Chinese and US flags flutter near The Bund, before US trade delegation meet their Chinese counterparts for talks in Shanghai, China July 30, 2019. (Photo by Reuters)

China has lambasted American officials as habitual liars and said the US was trying to sow chaos and take the world back to the “jungle age” after Washington accused Beijing of subjecting women of ethnic minorities to forced abortion.

At a UN General Assembly meeting on Thursday, US Education Secretary Betsy DeVos blamed China and United Nations agencies for “the murder of millions of baby girls,” and accused Beijing of subjecting the Uighur Muslim community and other minorities to forced abortion, forced sterilization, and involuntary implantation of birth control devices.

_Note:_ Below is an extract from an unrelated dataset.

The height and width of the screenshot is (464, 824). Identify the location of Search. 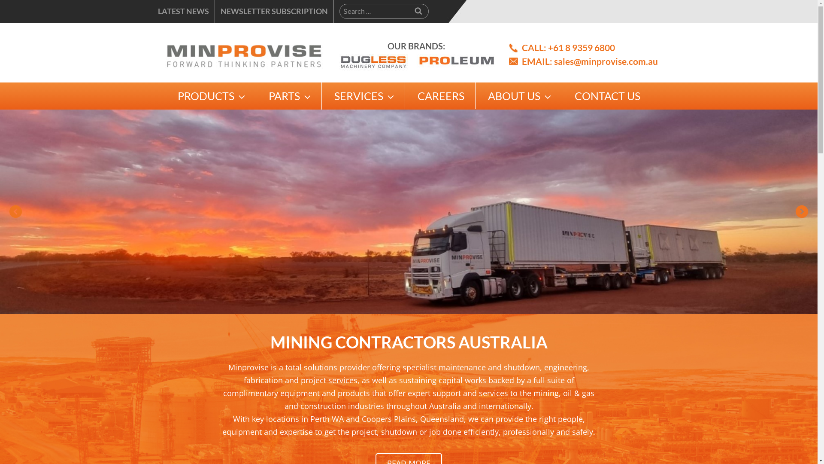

US Secretary of State Mike Pompeo also on the same day leveled similar accusations against China.

Responding to the allegations, a spokesperson for China’s UN mission in New York denounced as “sheer fabrication” the remarks by DeVos and Pompeo.

“Some US politicians lie and cheat as a habit,” the spokesperson said in a statement on Friday. “They maliciously create political confrontation and undermine multilateral cooperation. The United States, going against the trend of the times, is becoming the biggest destroyer of the existing international order and trying all means to take the world back to the ‘jungle age.’”

The United Nations Population Fund (UNFPA), for its part, said it regretted the accusations by the two US officials and stressed that any coercion of women was “against our practice and policy.”

“We accord the highest priority to voluntary sexual and reproductive health, rights, and procedures,” UNFPA Executive Director Natalia Kanem said. “We have invited reviews of, in the case of UNFPA, our practice and procedures in the country of China, and for the past four years, the United States has not visited our programs.”

The administration of US President Donald Trump cut funding in 2017 for UNFPA, claiming that the agency “supports... a program of coercive abortion or involuntary sterilization.” The United Nations said that was an inaccurate perception.

In June, Trump signed legislation into law that allows for sanctions against Chinese officials over what it claimed to be the “arbitrary detention, torture and harassment” of the Uighur Muslim community in the western Xinjiang region.

The ethnic minority of Uighurs — which makes up about 45 percent of the population in Xinjiang — has long accused the government in Beijing of cultural, religious, and economic discrimination.

China rejects the accusation and, in turn, accuses what it describes as exiled separatist groups of planning attacks in resource-rich Xinjiang, which is strategically located on the borders of Central Asia.

Diplomatic relations between Washington and Beijing have dropped to the lowest level in decades since Trump came to power.

The US and China are at loggerheads over a host of issues, including trade, a new security law introduced in Hong Kong, the origins and handling of the coronavirus pandemic, Taiwan, and the disputed South China Sea.